当前位置:首页 > Investment via SIP- Volatility on cards in upcoming months; check how to sail through coronavirus

Investment via SIP- Volatility on cards in upcoming months; check how to sail through coronavirus

Investment via SIP: Volatility on cards in upcoming months; check how to sail through coronavirus

By Umang Thaker

Systematic investing through SIP in mutual funds has become a buzz word for many savers – however, keeping the discipline of regular investments especially during a crisis requires a certain level of tenacity. Investors often encounter the ‘urge to sell’ at the first sign of trouble. This is more behavioural than analytical. The irrationality in the decisional making arises due to some inherent biases – which cognitive psychologists have studied in detail. They have termed it ‘Loss Aversion’. Researchers Kahneman and Tversky first explained ‘Loss Aversion’ in their 1979 paper Prospect Theory: An analysis of decision under risk.

Investment via SIP- Volatility on cards in upcoming months; check how to sail through coronavirus

Now add to this the natural instinct based response mechanism of ‘fight’ or ‘flight’. Since you cannot fight the stock markets, it is only natural that one would resort to flight.

So, is there a way out – or are we simply helpless slaves of behavioural biases and inherent response mechanisms?

The good news is that you can cultivate a certain degree of tenacity by appreciating that returns are as much a function of markets as they are of your behavior.

Howard Marks says: Investment markets make the pendulum-like swing

between euphoria and depression,between celebrating positive developments and obsessing over negatives, and thusbetween overpriced and under-priced

“The pendulum refers to mood swings in the markets, up and down, as in cycles. The midpoint of the pendulum is the “on-average” point, although it spends little time at this point. That’s because it normally swings up or down, away from its extremes.” This oscillation is one of the most dependable features of the investment world, and investor psychology seems to spend much more time at the extremes than it does at the “happy medium.” – Howard Marks

Investors who continue their SIP Journey accumulate more units during corrections. The same units create a disproportionate advantage during good times. Hence during corrections – Do not just SIP, GULP.

Let your behavior traits win, not the market movement

Stock market crashes are best handled by 3 important behavior traits:

Vision to see: Stock market crashes are marked by a high level of noise about the present and the near-term future. This is where a clear vision of the long term future proves handy

Courage to buy: The courage to buy when the whole world is fearfully selling actually arises from the above vision to see itself

Patience to hold: Only those investors will emerge successfully from market crashes who have full conviction in their vision and high level of patience to see it become a reality

Like every crisis the current crisis is also unique: it began as a medical/humanitarian crisis and soon became an economic one. One might wonder that in March’20 when the case count in India was far lesser – why did markets correct so sharply? And now with a far higher case count, why have markets recovered a large portion of the losses? Is this the start of a new rally – why did I stop my SIP?

The probable answers lie in understanding the way humans deal with grief causing change. Psychologist Elisabeth Kubler Ross first described the ‘five stages model’ when she was studying terminally ill patients in 1969. By the turn of the century, the five stages model was used to understand individual responses to all kinds of change.

The five stages described by Kubler-Ross are: 1. Denial2. Anger3. Bargaining4. Depression and5. Acceptance.

Kubler-Ross, in fact, called it defense mechanisms or coping mechanisms that we need to move through in order to manage change. He who is trapped, in any stage, without reaching the fifth stage, remains in fear, disappointment and uncertainty of the future.

As we limp our way back to normalcy, acceptance of the disease-causing virus and necessary changes in habits will become a ‘new normal’. We are likely to see normalcy in our investment behavior too. And like after all previous crisis, economic activity does rebound and so do financial markets, we have reason to be optimistic. If you are investing through SIPs then the next few months will offer the volatility which is likely to benefit you by giving you an opportunity for value averaging.

In conclusion, if you invest when markets are booming and chicken out when markets turn bad you will always get poor results from your equity investments. So let your patience decide the course of your SIP journey, not market movements”.

(Umang Thaker is Head of Products at Motilal Oswal AMC. The views expressed are the author’s own. Financial Express Online does not bear any responsibility for their investment advice.)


> [Work instructions]: Looking at the entries below, state how many lines contain the word "checked". Give the number alone.

Working data Start Marker

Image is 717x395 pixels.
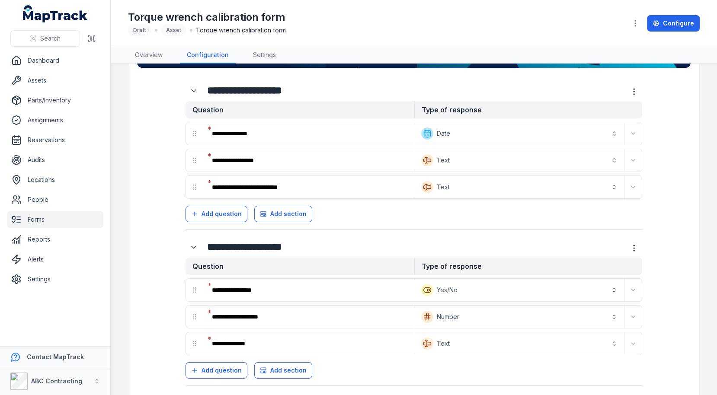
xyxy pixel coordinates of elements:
button: Expand [186,83,202,99]
span: Torque wrench calibration form [196,26,286,35]
button: Add question [186,363,247,379]
a: Reservations [7,132,103,149]
span: Add question [202,210,242,218]
svg: drag [191,184,198,191]
a: Dashboard [7,52,103,69]
span: Add section [270,366,307,375]
button: Add section [254,363,312,379]
button: more-detail [626,240,642,257]
button: Expand [186,239,202,256]
a: People [7,191,103,209]
div: :rj1:-form-item-label [205,124,412,143]
strong: Question [186,258,414,275]
span: Search [40,34,61,43]
svg: drag [191,130,198,137]
button: Expand [626,180,640,194]
button: Expand [626,283,640,297]
button: Text [416,178,623,197]
svg: drag [191,314,198,321]
div: :rk7:-form-item-label [205,334,412,353]
span: Add section [270,210,307,218]
div: Draft [128,24,151,36]
button: Text [416,334,623,353]
div: drag [186,125,203,142]
svg: drag [191,157,198,164]
strong: Contact MapTrack [27,353,84,361]
strong: ABC Contracting [31,378,82,385]
button: Add question [186,206,247,222]
button: Search [10,30,80,47]
a: Forms [7,211,103,228]
button: Expand [626,127,640,141]
div: drag [186,335,203,353]
a: Parts/Inventory [7,92,103,109]
strong: Question [186,101,414,119]
button: Expand [626,337,640,351]
svg: drag [191,287,198,294]
a: Assignments [7,112,103,129]
a: Settings [246,47,283,64]
a: Reports [7,231,103,248]
button: Text [416,151,623,170]
button: Expand [626,310,640,324]
div: :rjd:-form-item-label [205,178,412,197]
div: :rk1:-form-item-label [205,308,412,327]
div: drag [186,179,203,196]
div: Asset [161,24,186,36]
button: Expand [626,154,640,167]
div: :rj7:-form-item-label [205,151,412,170]
a: Audits [7,151,103,169]
strong: Type of response [414,101,642,119]
button: more-detail [626,83,642,100]
strong: Type of response [414,258,642,275]
svg: drag [191,340,198,347]
button: Yes/No [416,281,623,300]
a: Configuration [180,47,236,64]
div: :rjr:-form-item-label [205,281,412,300]
button: Date [416,124,623,143]
div: drag [186,152,203,169]
div: drag [186,308,203,326]
span: Add question [202,366,242,375]
div: :rjj:-form-item-label [186,239,204,256]
div: :rip:-form-item-label [186,83,204,99]
div: drag [186,282,203,299]
button: Add section [254,206,312,222]
a: Locations [7,171,103,189]
a: MapTrack [23,5,88,22]
a: Settings [7,271,103,288]
a: Configure [647,15,700,32]
a: Overview [128,47,170,64]
button: Number [416,308,623,327]
a: Assets [7,72,103,89]
a: Alerts [7,251,103,268]
h1: Torque wrench calibration form [128,10,286,24]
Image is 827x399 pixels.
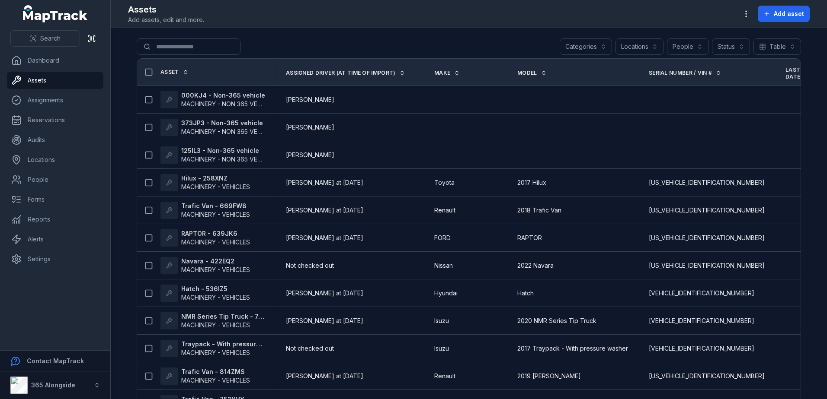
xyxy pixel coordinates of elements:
span: Isuzu [434,317,449,326]
a: Alerts [7,231,103,248]
a: Settings [7,251,103,268]
button: People [667,38,708,55]
span: [PERSON_NAME] at [DATE] [286,289,363,298]
span: MACHINERY - VEHICLES [181,349,250,357]
a: 000KJ4 - Non-365 vehicleMACHINERY - NON 365 VEHICLES [160,91,265,109]
a: Trafic Van - 669FW8MACHINERY - VEHICLES [160,202,250,219]
span: [US_VEHICLE_IDENTIFICATION_NUMBER] [648,372,764,381]
span: [US_VEHICLE_IDENTIFICATION_NUMBER] [648,234,764,243]
span: Not checked out [286,345,334,353]
span: 2018 Trafic Van [517,206,561,215]
span: Renault [434,372,455,381]
a: Forms [7,191,103,208]
span: MACHINERY - VEHICLES [181,294,250,301]
span: MACHINERY - VEHICLES [181,322,250,329]
span: Not checked out [286,262,334,270]
strong: RAPTOR - 639JK6 [181,230,250,238]
a: Hilux - 258XNZMACHINERY - VEHICLES [160,174,250,191]
span: Add asset [773,10,804,18]
span: [PERSON_NAME] [286,96,334,104]
a: Model [517,70,546,77]
span: [US_VEHICLE_IDENTIFICATION_NUMBER] [648,206,764,215]
span: Model [517,70,537,77]
span: Isuzu [434,345,449,353]
strong: Trafic Van - 814ZMS [181,368,250,377]
strong: Hilux - 258XNZ [181,174,250,183]
span: 2020 NMR Series Tip Truck [517,317,596,326]
strong: 000KJ4 - Non-365 vehicle [181,91,265,100]
strong: Hatch - 536IZ5 [181,285,250,294]
span: MACHINERY - VEHICLES [181,183,250,191]
span: Asset [160,69,179,76]
a: Asset [160,69,188,76]
span: [US_VEHICLE_IDENTIFICATION_NUMBER] [648,179,764,187]
a: Locations [7,151,103,169]
span: MACHINERY - VEHICLES [181,239,250,246]
button: Search [10,30,80,47]
span: [VEHICLE_IDENTIFICATION_NUMBER] [648,289,754,298]
a: Dashboard [7,52,103,69]
a: Assignments [7,92,103,109]
a: MapTrack [23,5,88,22]
strong: 125IL3 - Non-365 vehicle [181,147,265,155]
span: 2022 Navara [517,262,553,270]
span: Toyota [434,179,454,187]
span: [PERSON_NAME] at [DATE] [286,317,363,326]
strong: Contact MapTrack [27,357,84,365]
span: Renault [434,206,455,215]
span: 2017 Traypack - With pressure washer [517,345,628,353]
button: Add asset [757,6,809,22]
a: Assets [7,72,103,89]
span: Assigned Driver (At time of import) [286,70,396,77]
button: Locations [615,38,663,55]
span: MACHINERY - NON 365 VEHICLES [181,156,278,163]
span: Search [40,34,61,43]
a: Reservations [7,112,103,129]
span: [PERSON_NAME] at [DATE] [286,234,363,243]
h2: Assets [128,3,204,16]
span: [PERSON_NAME] [286,123,334,132]
a: 125IL3 - Non-365 vehicleMACHINERY - NON 365 VEHICLES [160,147,265,164]
a: RAPTOR - 639JK6MACHINERY - VEHICLES [160,230,250,247]
span: MACHINERY - NON 365 VEHICLES [181,100,278,108]
span: [US_VEHICLE_IDENTIFICATION_NUMBER] [648,262,764,270]
a: Traypack - With pressure washer - 573XHLMACHINERY - VEHICLES [160,340,265,357]
span: MACHINERY - VEHICLES [181,266,250,274]
button: Table [753,38,801,55]
span: [PERSON_NAME] [286,151,334,160]
a: Audits [7,131,103,149]
span: [PERSON_NAME] at [DATE] [286,372,363,381]
span: RAPTOR [517,234,542,243]
span: Hyundai [434,289,457,298]
span: 2017 Hilux [517,179,546,187]
span: [VEHICLE_IDENTIFICATION_NUMBER] [648,345,754,353]
a: Reports [7,211,103,228]
span: Nissan [434,262,453,270]
span: Hatch [517,289,533,298]
span: MACHINERY - VEHICLES [181,211,250,218]
strong: Traypack - With pressure washer - 573XHL [181,340,265,349]
span: FORD [434,234,450,243]
a: People [7,171,103,188]
span: 2019 [PERSON_NAME] [517,372,581,381]
a: 373JP3 - Non-365 vehicleMACHINERY - NON 365 VEHICLES [160,119,265,136]
a: Make [434,70,460,77]
a: Assigned Driver (At time of import) [286,70,405,77]
span: [PERSON_NAME] at [DATE] [286,206,363,215]
a: NMR Series Tip Truck - 745ZYQMACHINERY - VEHICLES [160,313,265,330]
a: Serial Number / VIN # [648,70,721,77]
strong: Trafic Van - 669FW8 [181,202,250,211]
span: [VEHICLE_IDENTIFICATION_NUMBER] [648,317,754,326]
strong: NMR Series Tip Truck - 745ZYQ [181,313,265,321]
button: Categories [559,38,612,55]
span: Serial Number / VIN # [648,70,712,77]
strong: 373JP3 - Non-365 vehicle [181,119,265,128]
a: Trafic Van - 814ZMSMACHINERY - VEHICLES [160,368,250,385]
span: MACHINERY - VEHICLES [181,377,250,384]
span: [PERSON_NAME] at [DATE] [286,179,363,187]
a: Navara - 422EQ2MACHINERY - VEHICLES [160,257,250,274]
span: Make [434,70,450,77]
button: Status [712,38,750,55]
strong: Navara - 422EQ2 [181,257,250,266]
strong: 365 Alongside [31,382,75,389]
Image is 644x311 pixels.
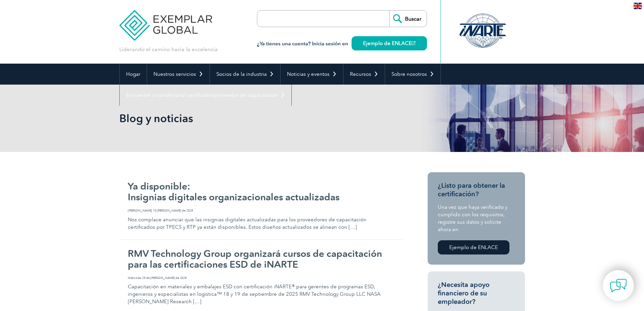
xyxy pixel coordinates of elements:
a: Noticias y eventos [281,64,343,84]
font: RMV Technology Group organizará cursos de capacitación para las certificaciones ESD de iNARTE [128,248,382,270]
font: Ejemplo de ENLACE [363,40,412,46]
font: [PERSON_NAME] 10 [PERSON_NAME] de 2025 [128,209,193,213]
font: Insignias digitales organizacionales actualizadas [128,191,340,202]
input: Buscar [390,10,427,27]
font: Liderando el camino hacia la excelencia [120,46,218,53]
font: Una vez que haya verificado y cumplido con los requisitos, registre sus datos y solicite ahora en [438,204,508,232]
a: Nuestros servicios [148,64,210,84]
font: Ya disponible: [128,180,190,192]
a: Ejemplo de ENLACE [352,36,427,50]
img: contact-chat.png [611,278,627,294]
font: Nos complace anunciar que las insignias digitales actualizadas para los proveedores de capacitaci... [128,216,367,230]
font: ¿Listo para obtener la certificación? [438,181,506,198]
a: Recursos [343,64,385,84]
a: Socios de la industria [210,64,280,84]
a: Sobre nosotros [385,64,441,84]
font: Noticias y eventos [287,71,329,77]
font: Blog y noticias [120,111,193,125]
a: Hogar [120,64,147,84]
font: ¿Ya tienes una cuenta? Inicia sesión en [257,41,348,46]
font: Hogar [126,71,140,77]
font: Nuestros servicios [153,71,196,77]
a: Ejemplo de ENLACE [438,240,509,254]
font: Capacitación en materiales y embalajes ESD con certificación iNARTE® para gerentes de programas E... [128,283,380,305]
font: ¿Necesita apoyo financiero de su empleador? [438,280,490,305]
font: Encuentre un profesional certificado/proveedor de capacitación [126,92,278,98]
img: en [634,3,642,9]
font: Sobre nosotros [392,71,427,77]
a: Encuentre un profesional certificado/proveedor de capacitación [120,84,291,106]
font: Miércoles 23 de [PERSON_NAME] de 2025 [128,276,187,279]
img: open_square.png [412,41,416,45]
font: Recursos [350,71,371,77]
font: Ejemplo de ENLACE [449,244,498,251]
a: Ya disponible:Insignias digitales organizacionales actualizadas [PERSON_NAME] 10 [PERSON_NAME] de... [120,173,404,240]
font: Socios de la industria [216,71,267,77]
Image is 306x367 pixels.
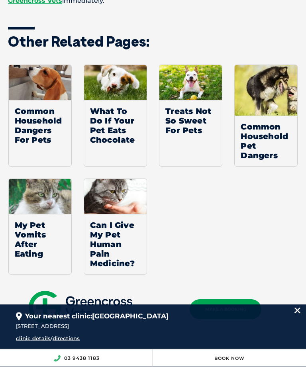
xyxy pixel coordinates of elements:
span: [GEOGRAPHIC_DATA] [92,312,168,320]
span: Common Household Pet Dangers [234,116,297,166]
h3: Other related pages: [8,35,298,49]
img: location_phone.svg [53,355,61,361]
a: Treats Not So Sweet For Pets [159,65,222,167]
a: Book Now [214,355,244,361]
a: Default ThumbnailCommon Household Pet Dangers [234,65,297,167]
img: gxv-logo-mobile.svg [29,291,132,324]
span: Common Household Dangers For Pets [9,100,71,151]
a: MAKE A BOOKING [189,299,261,319]
span: Treats Not So Sweet For Pets [159,100,222,141]
span: My Pet Vomits After Eating [9,214,71,265]
div: Your nearest clinic: [16,304,290,321]
div: [STREET_ADDRESS] [16,322,290,330]
div: / [16,334,180,343]
span: Can I Give My Pet Human Pain Medicine? [84,214,147,274]
span: What To Do If Your Pet Eats Chocolate [84,100,147,151]
a: Can I Give My Pet Human Pain Medicine? [84,179,147,275]
img: location_pin.svg [16,312,22,321]
a: clinic details [16,335,51,341]
a: Common Household Dangers For Pets [8,65,72,167]
a: directions [53,335,80,341]
a: What To Do If Your Pet Eats Chocolate [84,65,147,167]
img: location_close.svg [294,307,300,313]
a: My Pet Vomits After Eating [8,179,72,275]
a: 03 9438 1183 [64,355,100,361]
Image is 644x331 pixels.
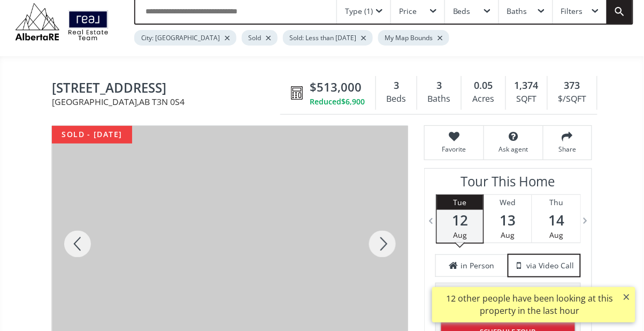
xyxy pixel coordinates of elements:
div: Type (1) [345,7,373,15]
span: Aug [453,230,467,240]
div: City: [GEOGRAPHIC_DATA] [134,30,236,46]
div: Baths [423,91,456,107]
div: Thu [532,195,580,210]
div: 0.05 [467,79,499,93]
div: Beds [381,91,411,107]
span: $6,900 [341,96,365,107]
div: Baths [507,7,527,15]
div: SQFT [511,91,541,107]
span: Aug [549,230,563,240]
span: Share [549,144,586,153]
span: Favorite [430,144,478,153]
button: × [618,287,635,306]
div: Price [399,7,417,15]
span: 12 [437,212,482,227]
div: sold - [DATE] [52,126,132,144]
div: Acres [467,91,499,107]
span: 13 [484,212,531,227]
span: Aug [501,230,515,240]
div: Sold [242,30,278,46]
div: 3 [381,79,411,93]
div: Wed [484,195,531,210]
span: in Person [461,260,495,270]
div: 12 other people have been looking at this property in the last hour [438,292,622,317]
span: $513,000 [309,79,361,95]
div: $/SQFT [553,91,591,107]
span: via Video Call [526,260,574,270]
h3: Tour This Home [435,174,581,194]
span: 14 [532,212,580,227]
span: Ask agent [489,144,537,153]
div: Filters [561,7,583,15]
div: Reduced [309,96,365,107]
div: 3 [423,79,456,93]
div: 373 [553,79,591,93]
div: Sold: Less than [DATE] [283,30,373,46]
span: 12 Cityscape Way NE [52,80,285,97]
div: Beds [453,7,471,15]
div: Tue [437,195,482,210]
span: 1,374 [515,79,539,93]
span: [GEOGRAPHIC_DATA] , AB T3N 0S4 [52,97,285,106]
div: My Map Bounds [378,30,449,46]
img: Logo [11,1,113,43]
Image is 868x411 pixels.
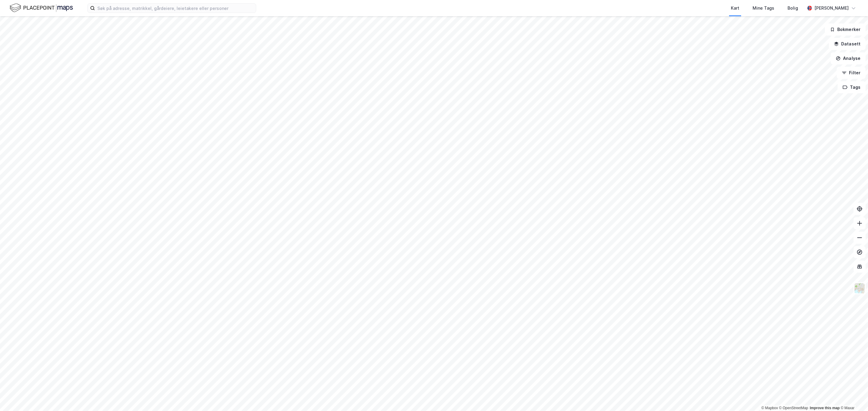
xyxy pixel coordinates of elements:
input: Søk på adresse, matrikkel, gårdeiere, leietakere eller personer [95,4,256,13]
img: logo.f888ab2527a4732fd821a326f86c7f29.svg [10,3,73,13]
div: [PERSON_NAME] [815,5,849,12]
div: Kart [731,5,739,12]
div: Bolig [788,5,798,12]
iframe: Chat Widget [838,382,868,411]
div: Mine Tags [753,5,774,12]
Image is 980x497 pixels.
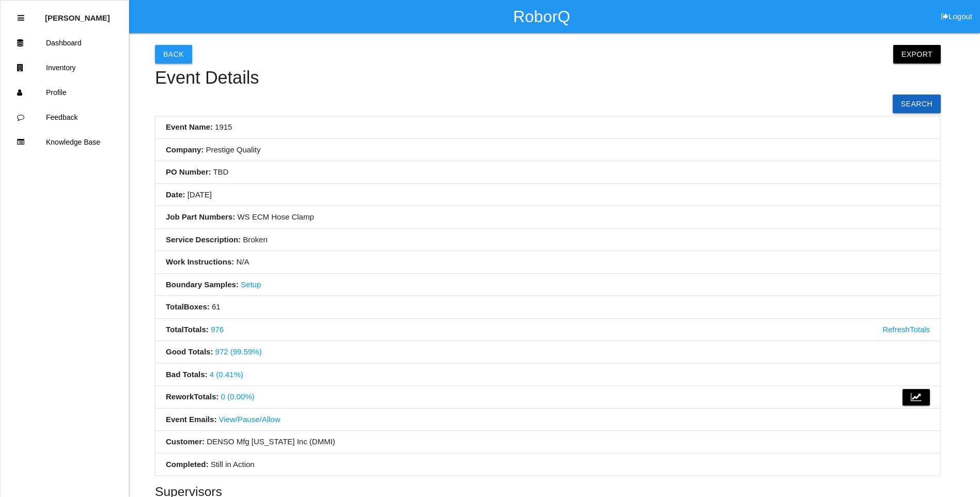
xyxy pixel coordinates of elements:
[166,212,235,222] b: Job Part Numbers:
[155,229,940,252] li: Broken
[155,296,940,319] li: 61
[883,324,930,336] a: Refresh Totals
[166,326,209,334] b: Total Totals :
[45,6,110,22] p: Kathryn Lukeman
[166,280,238,289] b: Boundary Samples:
[155,116,940,139] li: 1915
[1,30,129,55] a: Dashboard
[216,347,262,356] a: 972 (99.59%)
[166,190,185,199] b: Date:
[155,454,940,476] li: Still in Action
[166,168,211,176] b: PO Number:
[166,122,213,132] b: Event Name:
[893,45,941,63] button: Export
[211,326,223,334] a: 976
[166,437,204,446] b: Customer:
[166,460,209,469] b: Completed:
[155,139,940,162] li: Prestige Quality
[166,235,241,244] b: Service Description:
[219,416,281,424] a: View/Pause/Allow
[155,251,940,274] li: N/A
[166,145,203,154] b: Company:
[18,6,25,30] div: Close
[155,431,940,454] li: DENSO Mfg [US_STATE] Inc (DMMI)
[893,95,941,114] a: Search
[166,347,213,356] b: Good Totals :
[1,80,129,105] a: Profile
[166,393,219,401] b: Rework Totals :
[155,161,940,184] li: TBD
[155,68,941,88] h4: Event Details
[241,280,261,289] a: Setup
[155,45,192,63] button: Back
[155,206,940,229] li: WS ECM Hose Clamp
[210,370,243,379] a: 4 (0.41%)
[155,184,940,206] li: [DATE]
[220,393,254,401] a: 0 (0.00%)
[166,257,234,266] b: Work Instructions:
[166,370,208,379] b: Bad Totals :
[1,105,129,130] a: Feedback
[166,416,217,424] b: Event Emails:
[1,130,129,154] a: Knowledge Base
[166,302,210,311] b: Total Boxes :
[1,55,129,80] a: Inventory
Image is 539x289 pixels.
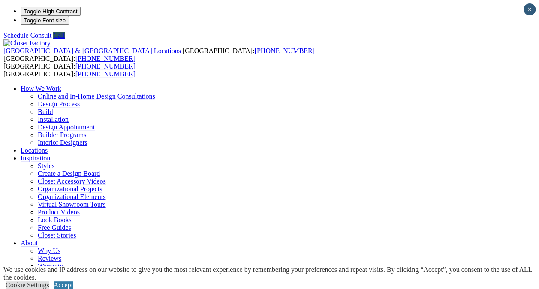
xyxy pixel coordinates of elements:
[3,47,183,54] a: [GEOGRAPHIC_DATA] & [GEOGRAPHIC_DATA] Locations
[3,47,181,54] span: [GEOGRAPHIC_DATA] & [GEOGRAPHIC_DATA] Locations
[21,239,38,247] a: About
[38,255,61,262] a: Reviews
[21,147,48,154] a: Locations
[3,39,51,47] img: Closet Factory
[38,208,80,216] a: Product Videos
[38,93,155,100] a: Online and In-Home Design Consultations
[524,3,536,15] button: Close
[3,63,136,78] span: [GEOGRAPHIC_DATA]: [GEOGRAPHIC_DATA]:
[21,7,81,16] button: Toggle High Contrast
[38,201,106,208] a: Virtual Showroom Tours
[75,63,136,70] a: [PHONE_NUMBER]
[21,85,61,92] a: How We Work
[38,247,60,254] a: Why Us
[38,131,86,139] a: Builder Programs
[3,266,539,281] div: We use cookies and IP address on our website to give you the most relevant experience by remember...
[38,124,95,131] a: Design Appointment
[38,224,71,231] a: Free Guides
[75,70,136,78] a: [PHONE_NUMBER]
[38,170,100,177] a: Create a Design Board
[75,55,136,62] a: [PHONE_NUMBER]
[53,32,65,39] a: Call
[38,116,69,123] a: Installation
[38,178,106,185] a: Closet Accessory Videos
[3,32,51,39] a: Schedule Consult
[24,8,77,15] span: Toggle High Contrast
[6,281,49,289] a: Cookie Settings
[38,185,102,193] a: Organizational Projects
[54,281,73,289] a: Accept
[38,100,80,108] a: Design Process
[38,139,87,146] a: Interior Designers
[38,108,53,115] a: Build
[21,154,50,162] a: Inspiration
[38,262,63,270] a: Warranty
[24,17,66,24] span: Toggle Font size
[254,47,314,54] a: [PHONE_NUMBER]
[38,216,72,223] a: Look Books
[38,193,105,200] a: Organizational Elements
[38,162,54,169] a: Styles
[21,16,69,25] button: Toggle Font size
[38,232,76,239] a: Closet Stories
[3,47,315,62] span: [GEOGRAPHIC_DATA]: [GEOGRAPHIC_DATA]:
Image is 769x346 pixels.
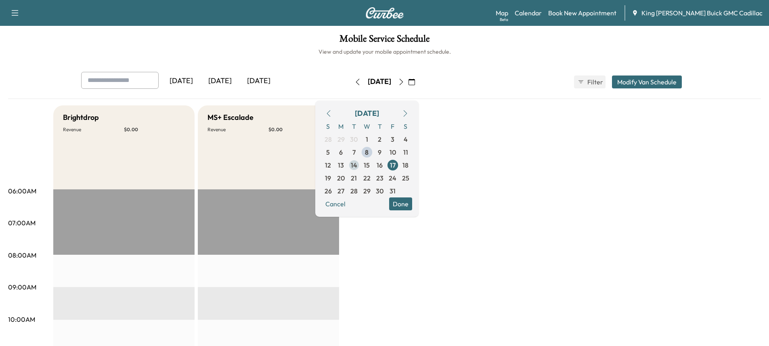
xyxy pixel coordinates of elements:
[390,186,396,196] span: 31
[376,173,383,183] span: 23
[612,75,682,88] button: Modify Van Schedule
[496,8,508,18] a: MapBeta
[390,147,396,157] span: 10
[391,134,394,144] span: 3
[390,160,396,170] span: 17
[325,160,331,170] span: 12
[339,147,343,157] span: 6
[377,160,383,170] span: 16
[201,72,239,90] div: [DATE]
[351,173,357,183] span: 21
[402,173,409,183] span: 25
[207,126,268,133] p: Revenue
[348,120,360,133] span: T
[574,75,606,88] button: Filter
[8,34,761,48] h1: Mobile Service Schedule
[335,120,348,133] span: M
[386,120,399,133] span: F
[378,134,381,144] span: 2
[404,134,408,144] span: 4
[8,250,36,260] p: 08:00AM
[389,197,412,210] button: Done
[364,160,370,170] span: 15
[355,108,379,119] div: [DATE]
[8,282,36,292] p: 09:00AM
[325,173,331,183] span: 19
[337,173,345,183] span: 20
[360,120,373,133] span: W
[8,186,36,196] p: 06:00AM
[239,72,278,90] div: [DATE]
[641,8,763,18] span: King [PERSON_NAME] Buick GMC Cadillac
[500,17,508,23] div: Beta
[368,77,391,87] div: [DATE]
[338,160,344,170] span: 13
[124,126,185,133] p: $ 0.00
[8,314,35,324] p: 10:00AM
[162,72,201,90] div: [DATE]
[337,134,345,144] span: 29
[403,147,408,157] span: 11
[268,126,329,133] p: $ 0.00
[352,147,356,157] span: 7
[363,173,371,183] span: 22
[207,112,254,123] h5: MS+ Escalade
[63,126,124,133] p: Revenue
[322,197,349,210] button: Cancel
[378,147,381,157] span: 9
[326,147,330,157] span: 5
[373,120,386,133] span: T
[8,218,36,228] p: 07:00AM
[63,112,99,123] h5: Brightdrop
[325,186,332,196] span: 26
[365,147,369,157] span: 8
[515,8,542,18] a: Calendar
[325,134,332,144] span: 28
[365,7,404,19] img: Curbee Logo
[351,160,357,170] span: 14
[337,186,344,196] span: 27
[363,186,371,196] span: 29
[399,120,412,133] span: S
[350,134,358,144] span: 30
[548,8,616,18] a: Book New Appointment
[8,48,761,56] h6: View and update your mobile appointment schedule.
[389,173,396,183] span: 24
[350,186,358,196] span: 28
[402,160,409,170] span: 18
[322,120,335,133] span: S
[366,134,368,144] span: 1
[587,77,602,87] span: Filter
[376,186,383,196] span: 30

Working data End Marker

> [Final answer]: 2